John and Abigail Adams wrote more than 1,100 letters to each other. Politics, loneliness, flirtation, arguments. You can literally watch the American Revolution unfolding across their pages.
George Washington wrote thousands of letters over his lifetime. The private correspondence between him and Martha was so personal that she burned most of it after his death, trying to preserve the one thing their public lives rarely allowed: privacy.
Vinny van Gogh wrote more than 800 letters to his brother, Theo. He stressed about money, fame, failure, loneliness. He wrote about needing new paint brushes. About the strange mixture of hope and despair that seemed to constantly live inside him.
Hemingway’s letters were blunt, funny, brutal. When F. Scott Fitzgerald sent him a copy of Tender Is the Night, Hemingway famously wrote back that he tried to “put the shit in the wastebasket.” In other letters he wrote about fishing trips, dead cats, wars, and hangovers.
We used to conduct love, philosophy, and grief through ink.
Presidents did it. Poets did it. Painters did it.
Entire marriages lived on paper.
And then somewhere along the way, we traded all that in.
Now we FaceTime from the grocery store aisle, we fire off auto-corrected texts to group chats nobody reads, and, guilty as charged, we send voice notes that disappear unless someone scrambles to hit “keep” in tiny blue font.
Faster.
Easier.
And somehow, so incredibly thin.
The journals
I’m not founding a country, but I do have two kids (same thing, basically).
My daughter is eight, my son just turned eleven.
Since the day they were born, I’ve kept a journal for each of them.
Forty-plus pages now, each year its own section, its own theme.
I mostly write about dumb stuff.
The mispronounced words (pasghetti), the foods they just started to eat (tomatoes), the strange little obsessions that come and go (collecting random rocks like they’re priceless).
I write about the quirks, the challenges.
About how my son refused to wear underwear until third grade. Absolute refused. Then one morning at the bus stop his pants accidentally came down and that was finally the end of that particular debate.

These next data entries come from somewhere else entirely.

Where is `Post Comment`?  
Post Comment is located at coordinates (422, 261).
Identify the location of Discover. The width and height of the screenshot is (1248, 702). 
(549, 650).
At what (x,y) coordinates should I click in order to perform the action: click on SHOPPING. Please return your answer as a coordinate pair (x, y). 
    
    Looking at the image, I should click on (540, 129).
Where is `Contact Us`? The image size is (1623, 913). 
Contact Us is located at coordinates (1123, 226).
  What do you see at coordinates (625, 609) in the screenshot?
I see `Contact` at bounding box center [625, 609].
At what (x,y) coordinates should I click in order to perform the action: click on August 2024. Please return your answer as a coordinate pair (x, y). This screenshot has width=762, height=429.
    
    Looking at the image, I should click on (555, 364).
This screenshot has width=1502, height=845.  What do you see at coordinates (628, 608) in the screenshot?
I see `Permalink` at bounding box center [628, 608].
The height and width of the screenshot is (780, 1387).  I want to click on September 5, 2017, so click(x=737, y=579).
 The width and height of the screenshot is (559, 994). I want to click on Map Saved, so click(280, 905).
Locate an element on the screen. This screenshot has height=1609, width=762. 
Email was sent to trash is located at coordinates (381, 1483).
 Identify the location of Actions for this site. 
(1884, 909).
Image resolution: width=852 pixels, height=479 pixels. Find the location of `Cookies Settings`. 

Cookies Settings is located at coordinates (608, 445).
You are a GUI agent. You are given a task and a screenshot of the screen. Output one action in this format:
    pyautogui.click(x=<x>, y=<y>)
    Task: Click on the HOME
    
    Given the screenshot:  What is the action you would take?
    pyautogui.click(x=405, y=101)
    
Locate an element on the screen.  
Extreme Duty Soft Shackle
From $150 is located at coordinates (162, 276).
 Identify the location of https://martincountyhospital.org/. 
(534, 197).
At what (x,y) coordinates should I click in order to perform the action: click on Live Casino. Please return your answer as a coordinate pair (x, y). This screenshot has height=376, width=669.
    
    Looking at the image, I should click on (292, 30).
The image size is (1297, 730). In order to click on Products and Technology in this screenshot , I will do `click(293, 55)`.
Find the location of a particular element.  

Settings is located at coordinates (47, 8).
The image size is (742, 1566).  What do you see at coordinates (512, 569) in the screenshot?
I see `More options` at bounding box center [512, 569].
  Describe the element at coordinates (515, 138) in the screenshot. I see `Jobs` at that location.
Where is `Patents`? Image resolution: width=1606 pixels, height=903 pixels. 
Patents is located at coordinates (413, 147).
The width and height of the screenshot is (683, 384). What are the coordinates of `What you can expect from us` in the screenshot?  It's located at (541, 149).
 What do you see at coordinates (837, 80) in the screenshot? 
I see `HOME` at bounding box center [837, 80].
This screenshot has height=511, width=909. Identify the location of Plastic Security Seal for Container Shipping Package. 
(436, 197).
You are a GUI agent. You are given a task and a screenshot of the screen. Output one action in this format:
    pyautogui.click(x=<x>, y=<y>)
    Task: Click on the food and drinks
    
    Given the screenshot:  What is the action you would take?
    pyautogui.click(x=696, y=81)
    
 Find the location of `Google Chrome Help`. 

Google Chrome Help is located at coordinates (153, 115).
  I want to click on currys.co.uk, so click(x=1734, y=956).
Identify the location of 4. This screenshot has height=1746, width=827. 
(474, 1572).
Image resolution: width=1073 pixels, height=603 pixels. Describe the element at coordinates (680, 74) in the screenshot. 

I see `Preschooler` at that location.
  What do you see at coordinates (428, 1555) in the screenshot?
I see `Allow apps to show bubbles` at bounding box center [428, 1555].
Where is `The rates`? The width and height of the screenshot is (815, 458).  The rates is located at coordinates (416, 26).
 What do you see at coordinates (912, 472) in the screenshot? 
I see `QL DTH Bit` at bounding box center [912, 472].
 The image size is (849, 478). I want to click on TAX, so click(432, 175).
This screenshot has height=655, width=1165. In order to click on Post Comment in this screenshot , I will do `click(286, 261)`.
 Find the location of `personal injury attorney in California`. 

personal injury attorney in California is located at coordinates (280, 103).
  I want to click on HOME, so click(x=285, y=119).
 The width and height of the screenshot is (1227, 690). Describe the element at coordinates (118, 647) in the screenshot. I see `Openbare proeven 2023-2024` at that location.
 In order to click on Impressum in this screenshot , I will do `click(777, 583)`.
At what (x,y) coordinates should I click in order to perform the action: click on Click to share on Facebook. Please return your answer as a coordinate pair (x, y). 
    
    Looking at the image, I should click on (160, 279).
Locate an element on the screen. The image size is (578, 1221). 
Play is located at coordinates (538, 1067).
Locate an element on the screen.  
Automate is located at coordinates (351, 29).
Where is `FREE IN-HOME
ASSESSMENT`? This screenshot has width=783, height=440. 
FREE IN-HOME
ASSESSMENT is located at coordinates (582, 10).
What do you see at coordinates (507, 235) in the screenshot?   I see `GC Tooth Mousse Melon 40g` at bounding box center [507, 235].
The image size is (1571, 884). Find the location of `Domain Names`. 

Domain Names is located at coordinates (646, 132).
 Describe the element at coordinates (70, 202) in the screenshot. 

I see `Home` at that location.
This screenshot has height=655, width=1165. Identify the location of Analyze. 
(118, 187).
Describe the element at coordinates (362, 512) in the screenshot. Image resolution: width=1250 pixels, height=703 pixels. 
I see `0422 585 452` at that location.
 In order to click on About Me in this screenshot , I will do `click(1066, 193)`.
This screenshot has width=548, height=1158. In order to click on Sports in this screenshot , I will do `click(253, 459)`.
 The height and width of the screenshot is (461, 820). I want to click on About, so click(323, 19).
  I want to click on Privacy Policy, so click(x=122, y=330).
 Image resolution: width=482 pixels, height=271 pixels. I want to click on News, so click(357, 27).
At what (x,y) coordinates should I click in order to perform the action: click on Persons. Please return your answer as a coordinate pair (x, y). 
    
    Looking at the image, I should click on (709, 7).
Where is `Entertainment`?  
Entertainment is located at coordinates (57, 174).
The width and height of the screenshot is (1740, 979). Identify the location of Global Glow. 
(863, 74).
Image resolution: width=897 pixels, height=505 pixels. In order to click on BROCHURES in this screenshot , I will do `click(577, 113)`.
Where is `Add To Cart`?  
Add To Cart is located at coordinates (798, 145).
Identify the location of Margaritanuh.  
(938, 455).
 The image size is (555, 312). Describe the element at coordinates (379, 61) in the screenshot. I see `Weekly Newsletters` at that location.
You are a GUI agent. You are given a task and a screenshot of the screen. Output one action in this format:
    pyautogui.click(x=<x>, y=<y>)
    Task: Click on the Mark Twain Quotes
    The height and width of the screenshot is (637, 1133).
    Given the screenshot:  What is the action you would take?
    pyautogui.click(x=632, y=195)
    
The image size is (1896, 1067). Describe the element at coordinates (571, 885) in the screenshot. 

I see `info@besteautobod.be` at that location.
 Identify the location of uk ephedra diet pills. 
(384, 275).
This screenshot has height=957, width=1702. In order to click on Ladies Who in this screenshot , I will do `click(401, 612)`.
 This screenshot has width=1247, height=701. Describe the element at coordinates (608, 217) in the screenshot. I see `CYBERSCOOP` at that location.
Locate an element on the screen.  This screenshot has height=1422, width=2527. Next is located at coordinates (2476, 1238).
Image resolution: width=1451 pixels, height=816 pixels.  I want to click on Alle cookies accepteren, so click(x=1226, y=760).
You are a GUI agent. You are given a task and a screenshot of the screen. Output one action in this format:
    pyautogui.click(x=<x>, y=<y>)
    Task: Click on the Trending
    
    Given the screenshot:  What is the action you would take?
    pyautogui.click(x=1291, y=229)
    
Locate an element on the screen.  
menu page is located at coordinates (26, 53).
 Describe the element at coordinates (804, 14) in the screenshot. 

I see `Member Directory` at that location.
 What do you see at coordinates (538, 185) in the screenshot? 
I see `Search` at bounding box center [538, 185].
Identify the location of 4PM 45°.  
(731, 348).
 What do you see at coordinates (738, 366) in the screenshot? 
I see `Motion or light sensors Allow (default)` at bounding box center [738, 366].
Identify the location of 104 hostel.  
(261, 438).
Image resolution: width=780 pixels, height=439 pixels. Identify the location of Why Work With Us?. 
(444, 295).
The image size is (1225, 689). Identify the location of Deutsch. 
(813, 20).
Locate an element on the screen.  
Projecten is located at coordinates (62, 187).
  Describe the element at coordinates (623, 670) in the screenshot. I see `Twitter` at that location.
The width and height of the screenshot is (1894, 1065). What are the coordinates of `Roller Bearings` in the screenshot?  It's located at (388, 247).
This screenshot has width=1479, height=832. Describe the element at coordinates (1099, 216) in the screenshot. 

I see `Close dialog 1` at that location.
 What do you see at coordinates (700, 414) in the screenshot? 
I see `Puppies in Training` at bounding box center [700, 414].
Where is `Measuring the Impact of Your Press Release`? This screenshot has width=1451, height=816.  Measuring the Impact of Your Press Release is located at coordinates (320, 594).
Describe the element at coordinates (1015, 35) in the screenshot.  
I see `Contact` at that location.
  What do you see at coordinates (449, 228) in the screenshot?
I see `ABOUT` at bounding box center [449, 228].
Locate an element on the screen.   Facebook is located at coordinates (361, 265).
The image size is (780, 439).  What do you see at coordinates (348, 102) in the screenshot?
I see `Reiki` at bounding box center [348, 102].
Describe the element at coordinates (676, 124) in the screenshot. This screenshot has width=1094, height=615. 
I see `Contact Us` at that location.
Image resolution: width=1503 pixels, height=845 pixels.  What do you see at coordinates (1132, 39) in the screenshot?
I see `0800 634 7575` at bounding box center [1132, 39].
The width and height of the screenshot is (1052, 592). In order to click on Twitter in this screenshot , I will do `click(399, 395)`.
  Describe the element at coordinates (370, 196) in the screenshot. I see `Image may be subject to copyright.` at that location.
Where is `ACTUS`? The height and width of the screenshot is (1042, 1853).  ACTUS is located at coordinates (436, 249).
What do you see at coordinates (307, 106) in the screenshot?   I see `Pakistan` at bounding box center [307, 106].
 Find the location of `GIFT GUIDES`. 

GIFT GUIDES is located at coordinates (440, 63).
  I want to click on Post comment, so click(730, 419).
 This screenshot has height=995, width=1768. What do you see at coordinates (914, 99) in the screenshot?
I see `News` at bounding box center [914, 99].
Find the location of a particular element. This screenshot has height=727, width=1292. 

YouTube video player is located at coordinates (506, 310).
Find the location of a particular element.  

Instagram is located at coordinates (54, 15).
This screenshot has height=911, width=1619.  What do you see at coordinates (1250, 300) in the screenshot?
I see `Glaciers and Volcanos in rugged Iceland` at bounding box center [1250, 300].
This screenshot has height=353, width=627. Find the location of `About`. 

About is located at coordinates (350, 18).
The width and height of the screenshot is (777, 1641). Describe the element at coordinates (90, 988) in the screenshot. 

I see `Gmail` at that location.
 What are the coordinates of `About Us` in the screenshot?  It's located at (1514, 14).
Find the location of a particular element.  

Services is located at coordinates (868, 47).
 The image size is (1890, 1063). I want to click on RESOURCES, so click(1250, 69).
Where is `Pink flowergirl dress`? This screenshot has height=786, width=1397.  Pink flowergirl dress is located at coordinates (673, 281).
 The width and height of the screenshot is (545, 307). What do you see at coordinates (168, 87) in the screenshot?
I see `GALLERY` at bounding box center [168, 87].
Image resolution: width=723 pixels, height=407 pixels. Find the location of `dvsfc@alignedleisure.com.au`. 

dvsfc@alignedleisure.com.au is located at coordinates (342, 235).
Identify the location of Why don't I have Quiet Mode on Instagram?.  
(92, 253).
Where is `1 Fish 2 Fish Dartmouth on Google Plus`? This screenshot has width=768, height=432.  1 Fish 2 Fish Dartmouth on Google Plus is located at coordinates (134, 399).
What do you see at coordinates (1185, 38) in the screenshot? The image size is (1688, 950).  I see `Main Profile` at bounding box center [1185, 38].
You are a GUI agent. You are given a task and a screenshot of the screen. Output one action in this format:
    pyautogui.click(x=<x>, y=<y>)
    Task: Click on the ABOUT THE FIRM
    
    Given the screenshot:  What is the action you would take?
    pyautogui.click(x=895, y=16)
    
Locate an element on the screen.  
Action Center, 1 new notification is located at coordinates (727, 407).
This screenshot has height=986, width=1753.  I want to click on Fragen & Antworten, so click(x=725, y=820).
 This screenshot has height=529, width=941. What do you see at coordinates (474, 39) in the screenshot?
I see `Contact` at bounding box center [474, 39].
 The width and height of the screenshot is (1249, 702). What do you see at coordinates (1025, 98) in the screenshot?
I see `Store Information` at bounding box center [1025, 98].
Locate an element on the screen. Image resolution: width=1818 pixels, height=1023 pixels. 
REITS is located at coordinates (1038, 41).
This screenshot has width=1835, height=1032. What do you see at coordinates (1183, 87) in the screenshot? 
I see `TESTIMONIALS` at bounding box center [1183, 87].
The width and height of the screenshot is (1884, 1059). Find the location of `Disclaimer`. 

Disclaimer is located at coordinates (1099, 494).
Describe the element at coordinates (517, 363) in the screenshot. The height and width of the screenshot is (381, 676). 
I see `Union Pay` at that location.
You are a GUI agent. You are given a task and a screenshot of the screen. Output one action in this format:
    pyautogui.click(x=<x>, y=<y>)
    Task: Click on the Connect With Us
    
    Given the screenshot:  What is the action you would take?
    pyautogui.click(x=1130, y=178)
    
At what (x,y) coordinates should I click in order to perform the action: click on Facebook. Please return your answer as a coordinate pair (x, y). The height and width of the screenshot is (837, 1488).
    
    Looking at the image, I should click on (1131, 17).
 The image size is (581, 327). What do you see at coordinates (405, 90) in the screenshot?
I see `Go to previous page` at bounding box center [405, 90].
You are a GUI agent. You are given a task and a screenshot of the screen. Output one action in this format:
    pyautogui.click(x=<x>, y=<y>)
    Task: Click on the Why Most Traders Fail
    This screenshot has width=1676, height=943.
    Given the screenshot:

I try to write the things that won’t show up in pictures or iPhone videos.
The texture of that time period.
The small stories that would otherwise disappear.
Because if I don’t put them somewhere, I’m afraid they’ll just be gone.
Something got lost
Most of our lives are now optimized for speed.
Podcasts at 1.5x. Headlines shrunk for mobile.
The mediums keep getting smaller, and we’ve told ourselves it’s fine.
But, it isn’t.
Abigail Adams wasn’t cranking out pissed off texts from the school pickup line while John was in Philadelphia founding a country.
And Van Gogh wasn’t posting to Instagram from the asylum at Saint-Rémy.
Instead, they sat down. They took up space on a page. They put ink to paper.
And ultimately, they said, this thing matters.
They said, I want you to know what I was thinking.
That’s what a letter does that nothing else does.
Snaps disappear. Emails can be fired off fast.
But nobody writes a letter by accident.
I think that instinct still shows up, just in smaller ways.
Sometimes when I’m writing in those journals, I slow down without meaning to.
I ask myself, is this story worth it? Will they care? Or am I just trying to make it last a little longer?
I don’t know the answer.
But when my kids turn eighteen, I’m going to gather those journals.
Clean them up. Add photos. And maybe try to design something beautiful.
A record of what it felt like to raise them.
I’m not sure exactly what I hope they feel when they read it.
There’s a real chance they think: wow, this dude is really crazy.
Or, Dad, who even had the time for this?
But, I hope they feel like i was there the whole time.
I hope they feel like someone was paying close enough attention to write it all down.

If you liked this blog post, you might enjoy this other one on dealing with imposter syndrome, or creating one-on-one time w/ your kids.